Estos días se lleva a cabo en Donostia el Congreso Nacional de Materiales Compuestos, donde se analiza el futuro de los materiales en el transporte y la industria.
El 31 de mayo de 2016, compañeros de FAGOR ARRASATE y MONDRAGON UNIBERTSITATEa asistieron en la ciudad austriaca de Mils al “Kick of meeting” del proyecto de investigación que desarrollaran junto con otra serie de empresas europeas.
El objetivo del proyecto ADVANCRTM (Development of automotive market fitted, CRTM manufacturing process) es desarrollar el proceso CRTM (Compression Resin Transfer Molding) que permitiría la fabricación de forma competitiva, componentes estructurales de fibra de carbono para automoción.
Nick Kray is no Picasso, yet his work is on display at New York’s Museum of Modern Art. A decade ago, MoMA’s design collection picked up a composite fan blade from the GE90 jet engine that Kray helped create. The blade’s onyx black sinuous curves are pleasing to look at, but for Kray they are no longer state of the art. “We are now working on the fourth generation of that technology,” Kray says.
Kray works as a consulting engineer for composite design at GE Aviation. In the 1990s, he was part of a GE high-stakes gambit to make the front fan of its largest jet engine from epoxy and carbon fibers.
People have been making things from iron and steel for more than 3,000 years. Machines built from their alloys have landed on the Moon and reached the very bottom of the ocean. But engineers like GE Aviation’s Sanjay Correa now believe that “we’re running out of headroom in metals.”
He and his team at GE say that a new class of materials called ceramic matrix composites (CMCs) is set to revolutionize everything from power generation to aviation, and allow engineers build much more powerful and efficient jet engines before the end of the decade. “This is a huge play for us,” Correa says.
Airbus and researchers at MIT are developing shape-shifting materials that could make aircraft simpler and lighter, potentially saving fuel. Made of carbon fiber composites, the materials shift between two or more shapes in response to changes in heat, air pressure, or other environmental factors. They can be integrated into aircraft easily, replacing the need for more complex hydraulic actuators, motors, and hinges. The first application might be in a jet engine’s air intake valve, which needs to adjust as the plane changes altitude.
Ayer se celebró en Miñano, la Jornada sobre oportunidades en el sector de materiales composites canadiense, organizada por la SPRI, en colaboración con la Embajada de Canadá, Hegan, Gaiker y el Parque Tecnológico de Alava.
El nexo adjunto permite acceder a las ponencias de la Jornada (hay que activar la excepción de seguridad)
El sector canadiense de materiales composites es un sector maduro que alberga aproximadamente 300 empresas y 50.000 empleados. Este sector se está posicionando como exportador y líder en muchos mercados internacionales gracias a su potencial comercial y de innovación contando con fuertes clústeres como son el aeronáutico y el de automoción, sin olvidar el de energía eólica de más reciente crecimiento. Particularmente es en el sector aeronáutico, donde Canadá tiene una gran variedad de capacidades y aplicaciones para materiales composites que incluyen: aeroestructuras, motores de turbina de gas, y sistemas mecánicos como trenes de aterrizaje.
GE has started building an advanced composites plant that will supply lightweight wing components for one of the world’s most innovative passenger planes, the Airbus A350. The jet had its maiden flight on June 14, on the eve of the Paris Airshow.
GE Aviation traditionally makes high-end composites for next-generation jet engines like the GEnx and the LEAP. But the A350 will be the first passenger jet using advanced GE composites inside its structure.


### Exercise aim:
Up to and including the line that contains "Task: Click on the a: PyCon TW", write out each line of the material from its first line, exactly.

### Supplied material:

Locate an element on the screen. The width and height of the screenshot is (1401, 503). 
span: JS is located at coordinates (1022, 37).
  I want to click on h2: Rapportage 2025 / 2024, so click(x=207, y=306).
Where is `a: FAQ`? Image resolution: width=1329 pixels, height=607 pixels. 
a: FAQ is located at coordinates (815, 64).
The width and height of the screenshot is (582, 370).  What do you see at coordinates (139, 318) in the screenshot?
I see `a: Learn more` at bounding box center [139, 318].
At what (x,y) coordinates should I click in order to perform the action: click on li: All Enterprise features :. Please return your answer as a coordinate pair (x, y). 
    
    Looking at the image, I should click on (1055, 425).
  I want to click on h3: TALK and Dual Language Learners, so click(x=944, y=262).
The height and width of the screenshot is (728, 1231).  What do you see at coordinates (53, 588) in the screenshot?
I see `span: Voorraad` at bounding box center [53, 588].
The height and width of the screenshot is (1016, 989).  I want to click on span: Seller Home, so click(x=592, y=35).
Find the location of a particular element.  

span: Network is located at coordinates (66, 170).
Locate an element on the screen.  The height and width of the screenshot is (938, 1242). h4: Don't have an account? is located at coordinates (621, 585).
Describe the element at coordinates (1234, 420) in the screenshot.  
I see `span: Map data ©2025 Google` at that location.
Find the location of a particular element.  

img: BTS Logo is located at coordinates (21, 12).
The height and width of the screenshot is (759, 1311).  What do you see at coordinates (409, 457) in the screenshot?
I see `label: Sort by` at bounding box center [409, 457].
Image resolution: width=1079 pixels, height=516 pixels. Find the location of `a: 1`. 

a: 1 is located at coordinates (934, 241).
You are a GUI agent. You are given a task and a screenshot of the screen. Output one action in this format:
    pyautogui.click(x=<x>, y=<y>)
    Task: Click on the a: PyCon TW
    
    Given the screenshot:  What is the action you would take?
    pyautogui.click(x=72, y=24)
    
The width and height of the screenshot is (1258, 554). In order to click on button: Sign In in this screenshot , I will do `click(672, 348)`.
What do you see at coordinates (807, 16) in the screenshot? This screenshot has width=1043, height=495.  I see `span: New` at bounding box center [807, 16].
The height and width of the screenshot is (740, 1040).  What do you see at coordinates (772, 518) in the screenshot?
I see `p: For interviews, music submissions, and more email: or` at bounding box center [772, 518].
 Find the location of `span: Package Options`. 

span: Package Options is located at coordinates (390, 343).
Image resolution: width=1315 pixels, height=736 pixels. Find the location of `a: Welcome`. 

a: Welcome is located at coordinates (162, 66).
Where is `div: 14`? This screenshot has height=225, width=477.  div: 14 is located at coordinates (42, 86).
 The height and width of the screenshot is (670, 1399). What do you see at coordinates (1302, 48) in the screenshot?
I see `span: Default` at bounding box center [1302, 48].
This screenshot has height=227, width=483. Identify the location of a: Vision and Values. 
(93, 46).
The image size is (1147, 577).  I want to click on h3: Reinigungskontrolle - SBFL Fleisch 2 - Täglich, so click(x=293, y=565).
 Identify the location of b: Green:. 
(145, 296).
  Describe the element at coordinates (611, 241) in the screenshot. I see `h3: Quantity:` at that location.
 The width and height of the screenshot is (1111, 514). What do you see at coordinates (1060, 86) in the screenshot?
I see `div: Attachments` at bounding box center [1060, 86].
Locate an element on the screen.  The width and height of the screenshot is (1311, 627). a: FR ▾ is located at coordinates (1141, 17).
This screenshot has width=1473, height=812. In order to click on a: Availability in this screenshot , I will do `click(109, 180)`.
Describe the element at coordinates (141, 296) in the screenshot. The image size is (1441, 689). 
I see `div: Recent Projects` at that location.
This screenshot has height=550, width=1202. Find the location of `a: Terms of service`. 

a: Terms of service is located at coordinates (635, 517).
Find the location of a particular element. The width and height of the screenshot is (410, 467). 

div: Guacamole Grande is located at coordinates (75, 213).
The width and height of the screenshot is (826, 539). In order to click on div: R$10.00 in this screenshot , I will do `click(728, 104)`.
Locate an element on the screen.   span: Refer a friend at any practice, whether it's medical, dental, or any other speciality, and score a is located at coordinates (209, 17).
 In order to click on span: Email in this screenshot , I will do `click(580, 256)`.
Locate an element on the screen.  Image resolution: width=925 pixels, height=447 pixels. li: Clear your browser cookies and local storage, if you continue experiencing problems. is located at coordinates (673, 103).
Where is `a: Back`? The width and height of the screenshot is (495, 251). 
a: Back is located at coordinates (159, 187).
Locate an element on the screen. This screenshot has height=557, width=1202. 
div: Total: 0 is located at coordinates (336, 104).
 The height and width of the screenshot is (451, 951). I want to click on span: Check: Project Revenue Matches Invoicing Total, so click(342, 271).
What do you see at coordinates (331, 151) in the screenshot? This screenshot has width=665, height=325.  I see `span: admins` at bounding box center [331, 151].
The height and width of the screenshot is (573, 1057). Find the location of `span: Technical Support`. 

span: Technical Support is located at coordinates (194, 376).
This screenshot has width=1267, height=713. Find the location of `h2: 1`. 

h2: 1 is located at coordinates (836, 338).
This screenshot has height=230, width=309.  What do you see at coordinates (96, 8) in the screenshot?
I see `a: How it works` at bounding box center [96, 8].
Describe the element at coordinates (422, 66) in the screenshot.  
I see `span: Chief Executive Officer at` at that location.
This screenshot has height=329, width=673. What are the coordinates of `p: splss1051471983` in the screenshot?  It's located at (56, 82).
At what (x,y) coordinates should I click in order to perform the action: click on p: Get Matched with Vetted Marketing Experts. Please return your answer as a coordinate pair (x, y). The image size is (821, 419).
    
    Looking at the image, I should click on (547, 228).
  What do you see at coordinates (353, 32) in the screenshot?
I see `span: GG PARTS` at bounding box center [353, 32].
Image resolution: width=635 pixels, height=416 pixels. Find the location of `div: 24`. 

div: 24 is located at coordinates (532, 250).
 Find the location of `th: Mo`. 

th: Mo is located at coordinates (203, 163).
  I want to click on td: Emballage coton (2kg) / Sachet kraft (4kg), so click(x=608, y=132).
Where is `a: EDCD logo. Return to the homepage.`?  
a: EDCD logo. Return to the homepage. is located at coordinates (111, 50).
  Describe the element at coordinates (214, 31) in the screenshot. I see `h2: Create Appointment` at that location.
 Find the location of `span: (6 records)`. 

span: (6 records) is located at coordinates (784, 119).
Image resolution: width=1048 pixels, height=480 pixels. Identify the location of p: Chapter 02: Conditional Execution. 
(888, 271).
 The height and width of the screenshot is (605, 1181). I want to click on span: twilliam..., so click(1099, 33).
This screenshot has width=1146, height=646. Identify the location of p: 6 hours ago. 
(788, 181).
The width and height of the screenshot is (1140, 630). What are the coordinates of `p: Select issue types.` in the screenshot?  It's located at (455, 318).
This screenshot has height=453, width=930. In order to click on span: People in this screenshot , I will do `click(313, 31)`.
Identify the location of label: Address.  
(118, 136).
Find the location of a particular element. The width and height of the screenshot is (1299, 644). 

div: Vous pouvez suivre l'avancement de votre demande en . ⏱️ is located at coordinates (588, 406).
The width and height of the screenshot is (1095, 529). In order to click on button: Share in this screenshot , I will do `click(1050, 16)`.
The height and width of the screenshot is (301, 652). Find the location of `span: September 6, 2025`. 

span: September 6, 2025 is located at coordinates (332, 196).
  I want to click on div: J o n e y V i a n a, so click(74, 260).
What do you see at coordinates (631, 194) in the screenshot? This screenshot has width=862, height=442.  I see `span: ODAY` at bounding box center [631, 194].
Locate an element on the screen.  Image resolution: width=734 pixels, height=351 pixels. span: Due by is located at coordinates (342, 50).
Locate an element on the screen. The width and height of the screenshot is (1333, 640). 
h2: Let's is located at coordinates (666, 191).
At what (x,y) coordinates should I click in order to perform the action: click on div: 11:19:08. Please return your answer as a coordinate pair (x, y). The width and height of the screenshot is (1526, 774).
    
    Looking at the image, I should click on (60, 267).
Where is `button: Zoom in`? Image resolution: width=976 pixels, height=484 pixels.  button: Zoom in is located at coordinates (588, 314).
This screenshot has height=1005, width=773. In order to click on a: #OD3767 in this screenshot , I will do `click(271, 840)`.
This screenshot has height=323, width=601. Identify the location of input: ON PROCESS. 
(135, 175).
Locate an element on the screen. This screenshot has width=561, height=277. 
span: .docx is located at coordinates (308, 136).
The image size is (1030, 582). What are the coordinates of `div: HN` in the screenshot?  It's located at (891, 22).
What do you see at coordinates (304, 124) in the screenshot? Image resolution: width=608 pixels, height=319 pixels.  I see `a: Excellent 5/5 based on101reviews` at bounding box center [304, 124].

### The answer:
Locate an element on the screen. The width and height of the screenshot is (1401, 503). 
span: JS is located at coordinates (1022, 37).
  I want to click on h2: Rapportage 2025 / 2024, so click(x=207, y=306).
Where is `a: FAQ`? Image resolution: width=1329 pixels, height=607 pixels. 
a: FAQ is located at coordinates (815, 64).
The width and height of the screenshot is (582, 370).  What do you see at coordinates (139, 318) in the screenshot?
I see `a: Learn more` at bounding box center [139, 318].
At what (x,y) coordinates should I click in order to perform the action: click on li: All Enterprise features :. Please return your answer as a coordinate pair (x, y). 
    
    Looking at the image, I should click on (1055, 425).
  I want to click on h3: TALK and Dual Language Learners, so click(x=944, y=262).
The height and width of the screenshot is (728, 1231).  What do you see at coordinates (53, 588) in the screenshot?
I see `span: Voorraad` at bounding box center [53, 588].
The height and width of the screenshot is (1016, 989).  I want to click on span: Seller Home, so click(x=592, y=35).
Find the location of a particular element.  

span: Network is located at coordinates (66, 170).
Locate an element on the screen.  The height and width of the screenshot is (938, 1242). h4: Don't have an account? is located at coordinates (621, 585).
Describe the element at coordinates (1234, 420) in the screenshot.  
I see `span: Map data ©2025 Google` at that location.
Find the location of a particular element.  

img: BTS Logo is located at coordinates (21, 12).
The height and width of the screenshot is (759, 1311).  What do you see at coordinates (409, 457) in the screenshot?
I see `label: Sort by` at bounding box center [409, 457].
Image resolution: width=1079 pixels, height=516 pixels. Find the location of `a: 1`. 

a: 1 is located at coordinates (934, 241).
You are a GUI agent. You are given a task and a screenshot of the screen. Output one action in this format:
    pyautogui.click(x=<x>, y=<y>)
    Task: Click on the a: PyCon TW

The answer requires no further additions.